I’m really excited that a lot of new people [are there] – [but] I don’t know if validated or vindicated are words I would use to describe anything. It’s really dangerous for any of us in the band to talk about it, because it appears to be self-congratulatory in a lot of instances. A lot of times when people read things, if a writer says something they think we say them.

We’re most happy and excited that at the end of the year we feel better than we did at the beginning of the year about playing music together and about our band and the idea of our band. If any of the theories or philosophies about how we make music together were put to the test, they all survived.

We did a few signings this year, where you sit in a stupid folding chair while record store employees parade people in front of you to write your name on their CD, and it was really sweet. I actually loved it. I couldn’t name a stereotype or an idea I had of a typical Wilco fan. But if I had one, it was more than shattered by the sheer misfit nature of our fan base. Which is great – not misfits like knife-toters, but four-year-old kids and biker dudes and indie rockers or whatever.

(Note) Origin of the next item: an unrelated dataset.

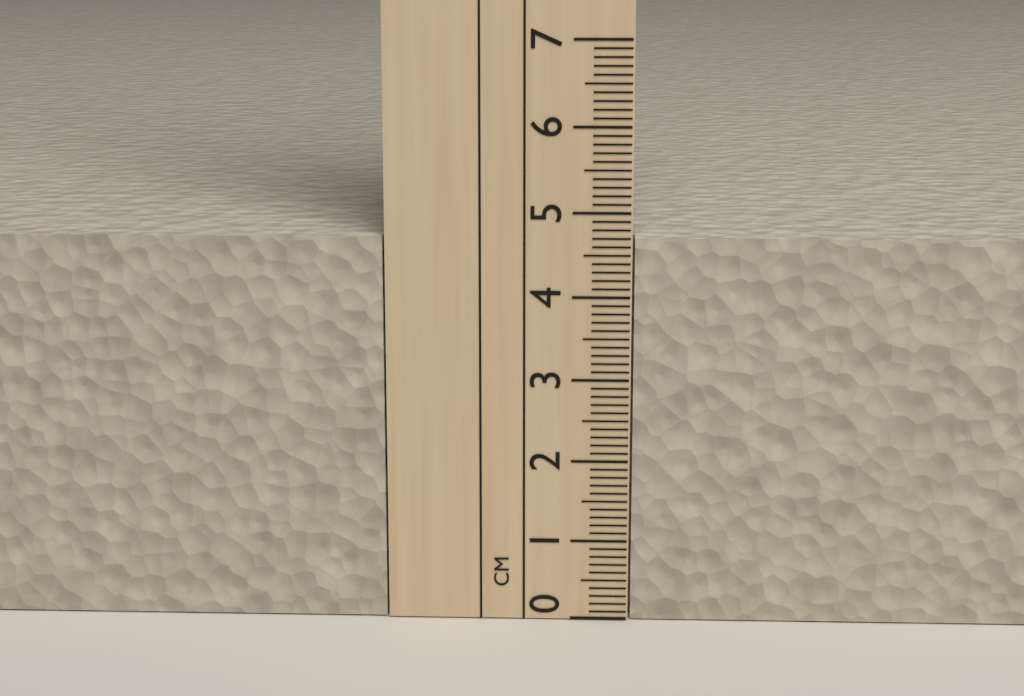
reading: 4.7 cm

What do you make of the intense interest there’s been in the bootlegged demo sessions and early incarnations of the record? Would you make that available on the internet?
I think it is available. I think if people look hard for it they can find it. I’ve been pretty used to that for a long time. As long as we get to have some outlet – and if we didn’t have a record label we’d have our website – to generate in our minds our official catalogue, then I don’t care if people find stuff somehow. The only way I could be bitter about demos getting out is that I know somebody close to me at some time has gone away with something and let it into the wrong hands. Not necessarily the wrong hands, but hasn’t been very protective of it. But the live thing, we’ve totally welcomed that. For a while now, we’ve embraced the taping/trading community. We let people set up mics and we’re not hardcore about photo passes or anything like that. I get pretty used to the idea that any show we play, someone’s going to have a CD of it. Hopefully it’s a good show. If not, I’m sure there’s plenty of bad music out there it can sit alongside.

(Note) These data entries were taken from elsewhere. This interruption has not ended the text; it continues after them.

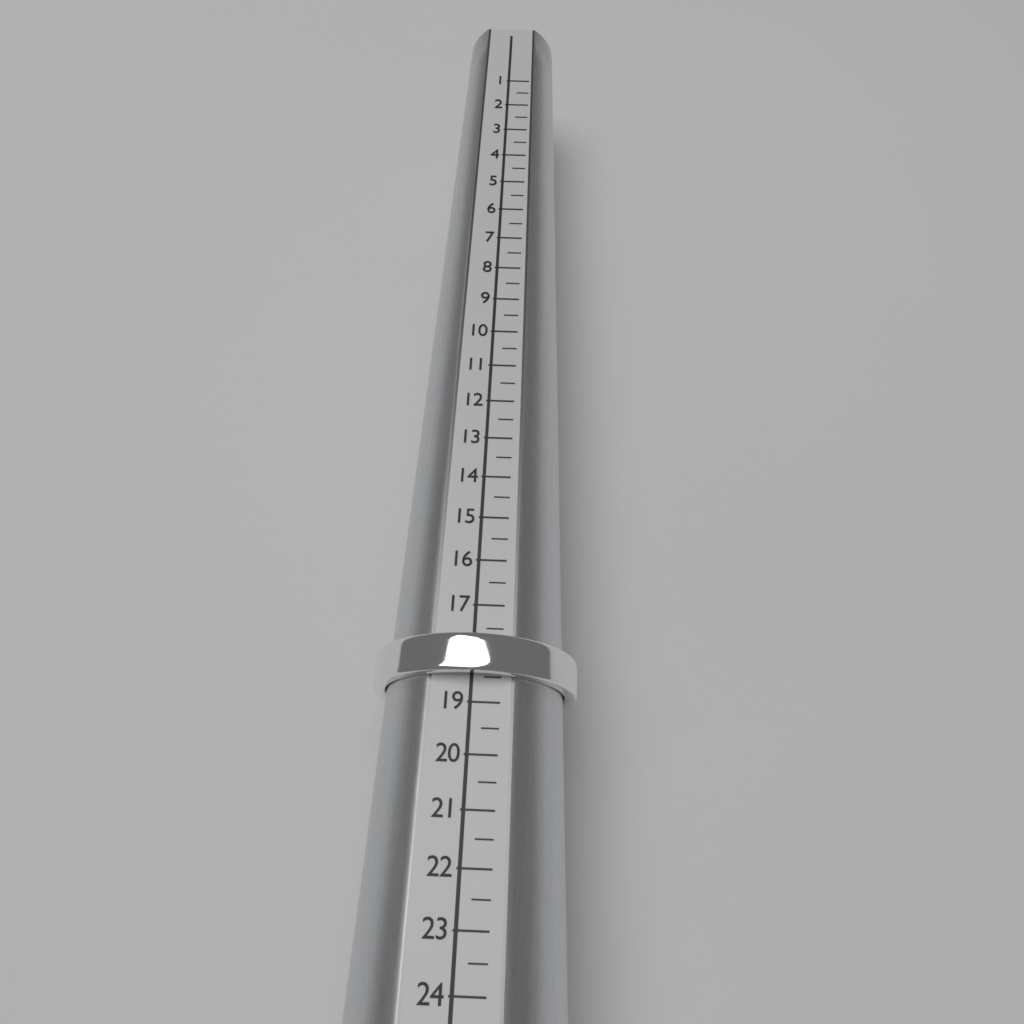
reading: 18.5 (no unit)
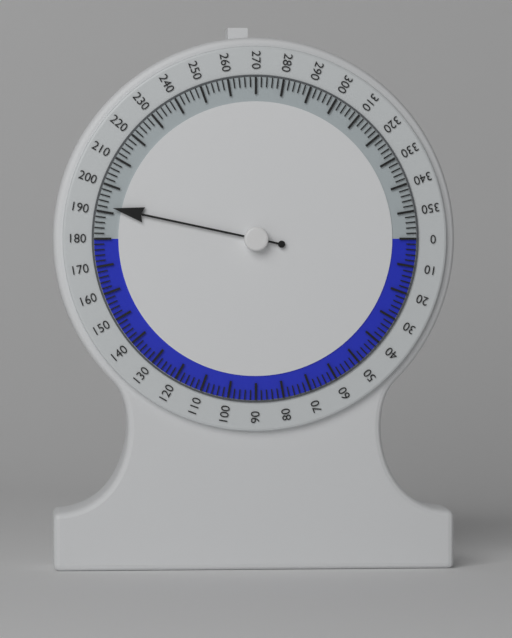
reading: 192 (no unit)
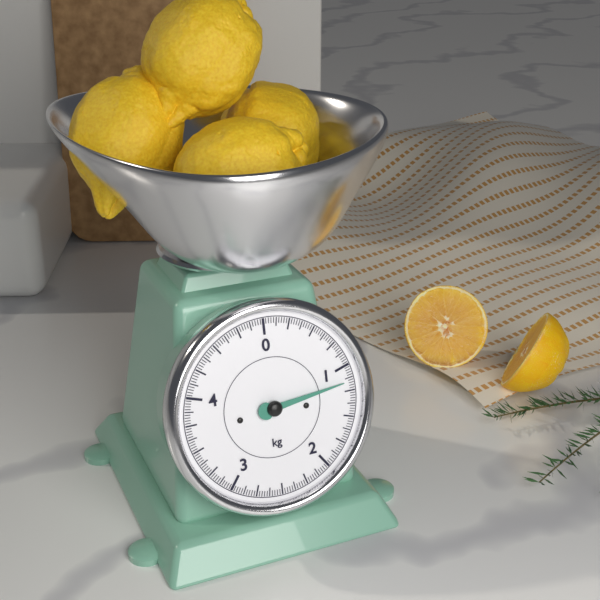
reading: 1.150 kg
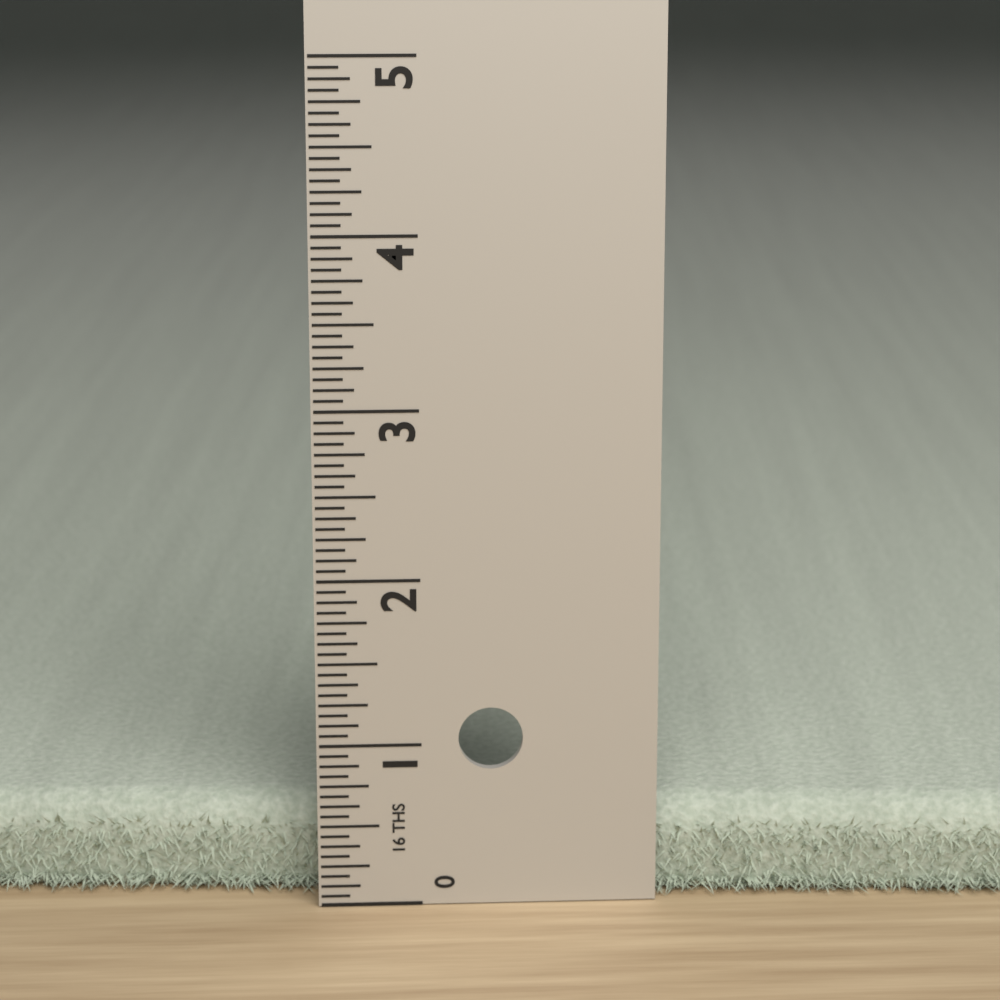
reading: 0.5625 in
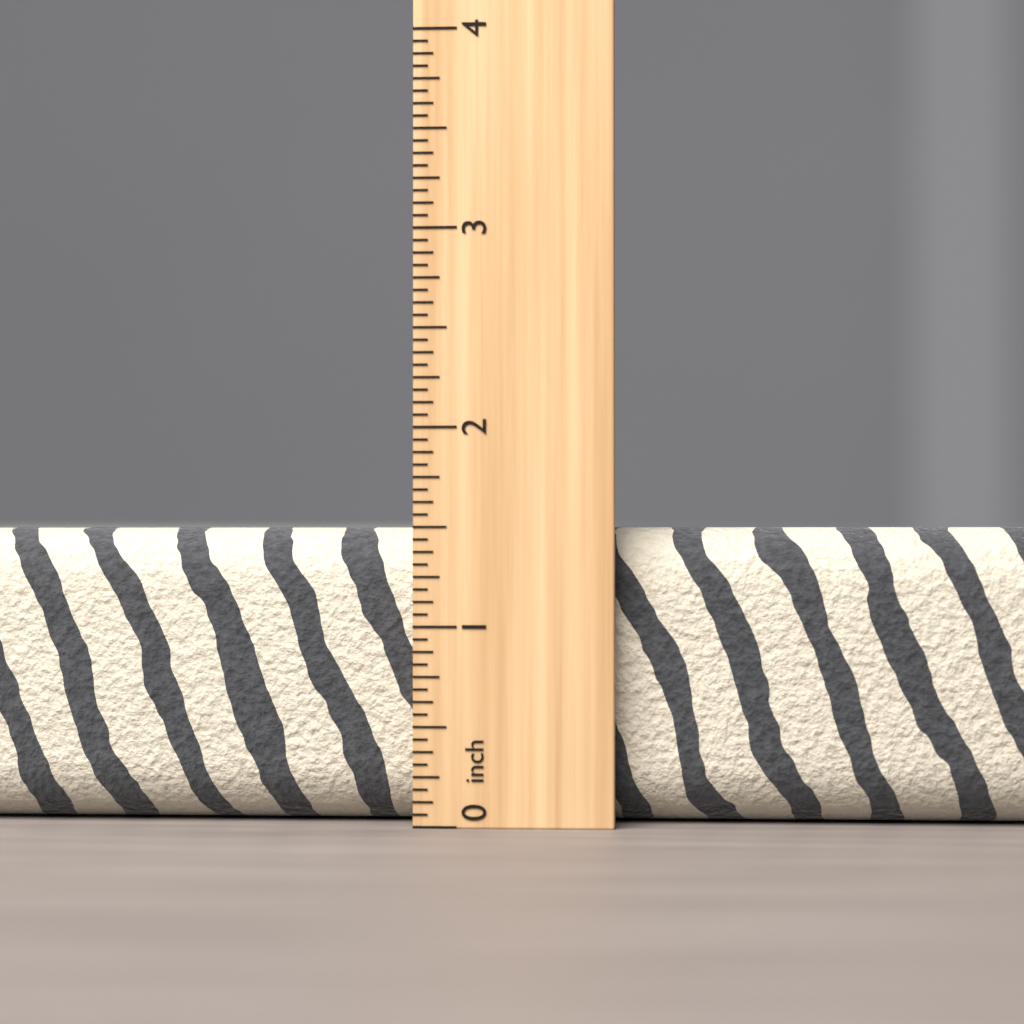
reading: 1.5000 inch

If people are interested in the demo versions, would you make it available the same way you made the real album available last September? Then you can control what people here, there’s no money exchanged…
You know, there’s some talk about doing that. I’ve seen very official looking bootlegs of our demos, and there’s some stuff I still wouldn’t want to put out, even though it’s out. There is some talk of us doing our own version of an alternate Yankee Hotel Foxtrot, but I don’t think we’d do it as something for sale, but an official download. That’s come up recently. We’ve taped every show we’ve played over the last – well, almost every show, period. We’ve done countless radio shows over the years, and so sometime we’ll sort through that stuff and put out a freebie EP.

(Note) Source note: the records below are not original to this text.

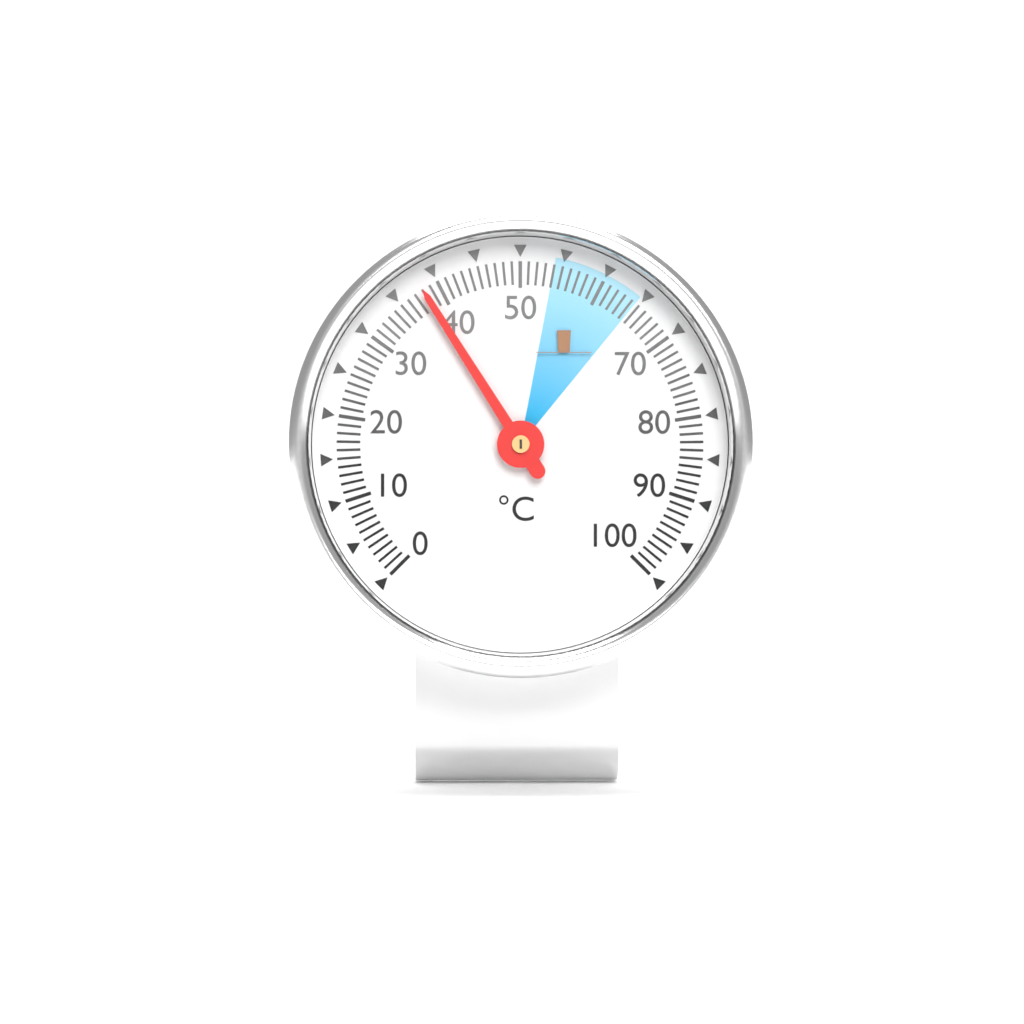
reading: 38 °C
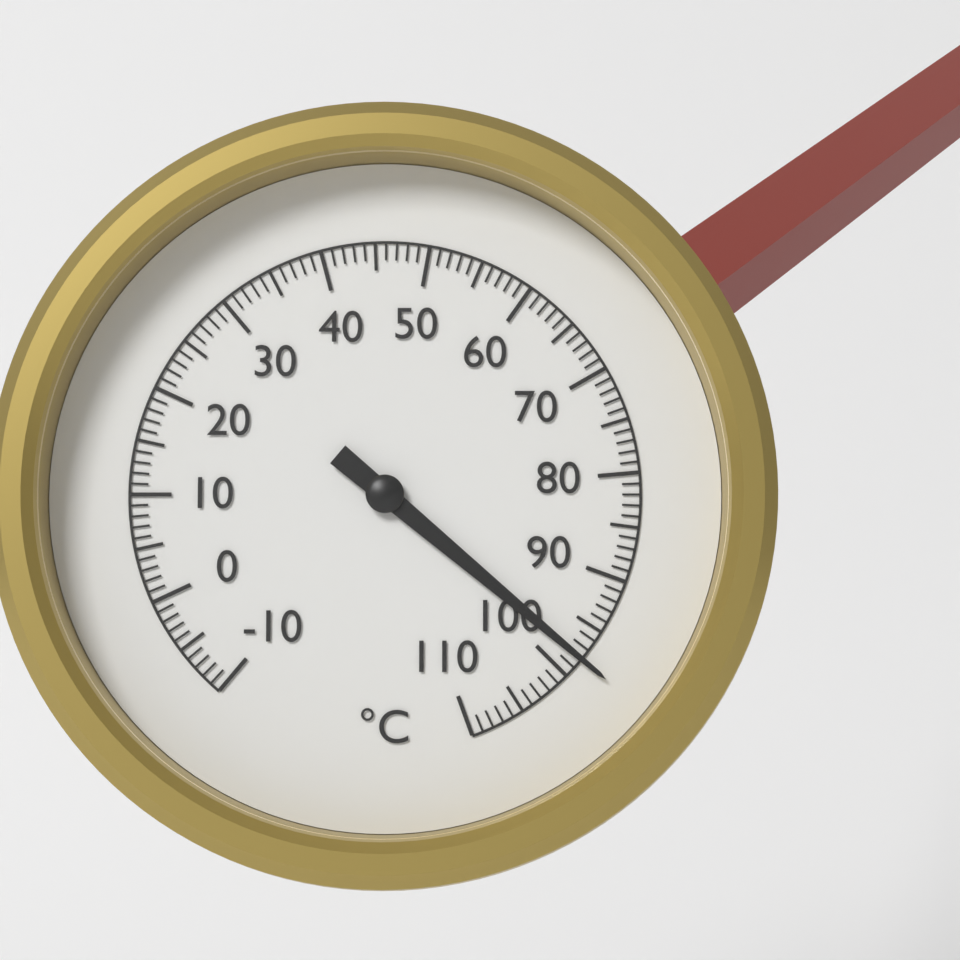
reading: 98 °C
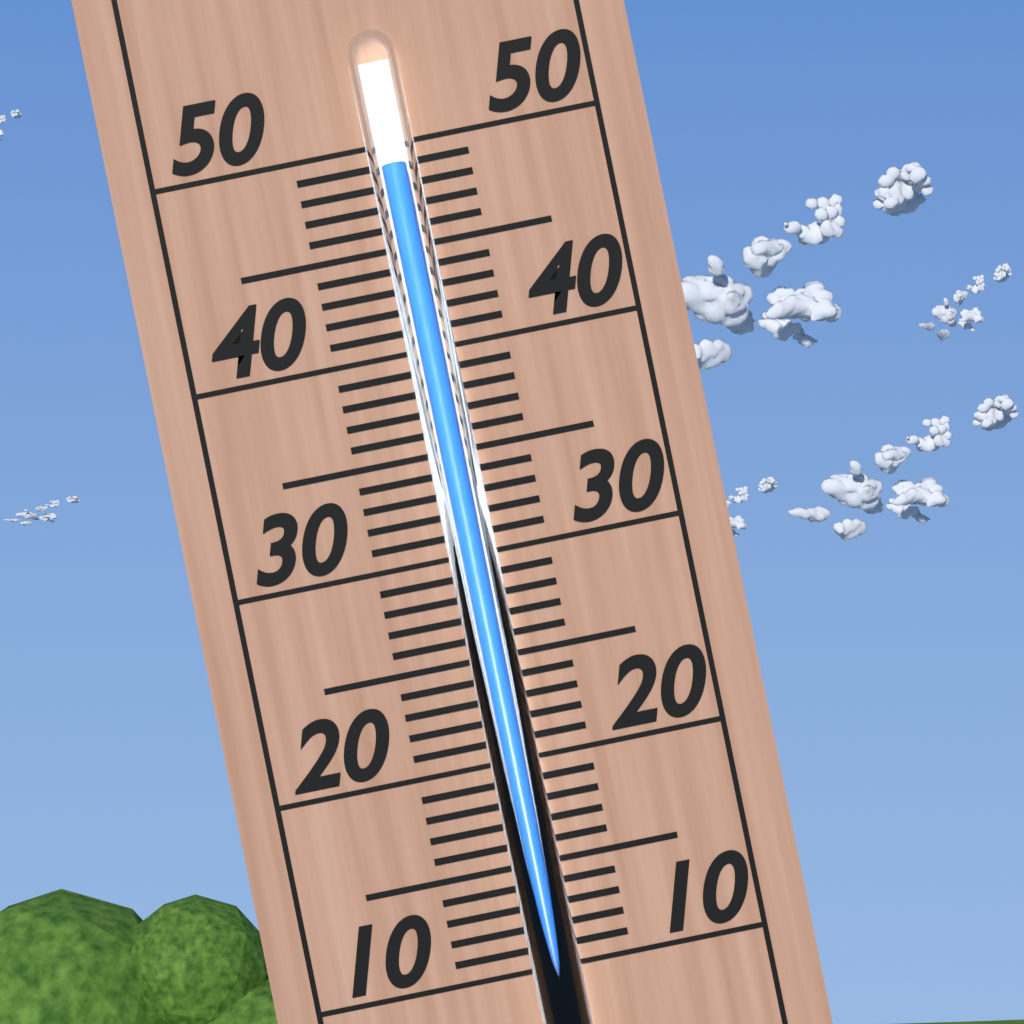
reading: 49 (no unit)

Any reflections on the [Wilco documentary] film [I Am Trying to Break Your Heart]?
I think [director] Sam [Jones] did a good job. I get asked about the film a lot, but I don’t feel I have much to do with it other than being its subject matter. I’m still friends with Sam! It’s weird any time any portion of your personal life – some people would say it’s not that personal – but there are definitely things in there that are more public than I ever would have imagined. I guess I didn’t really think about how permanent film is, in terms of people’s perceptions of you and the band. A little bit of that has been strange, but it hasn’t weighed heavily on the band. And for the most part, the movie’s been really well received and hasn’t done anything to take us off track.

It’s coming out on DVD soon, isn’t it?
I don’t really know, but that’s what I hear. I’m assuming someone will tell me!

Just like those Billboard conversations.
Exactly. I should really keep my finger on the pulse a little more.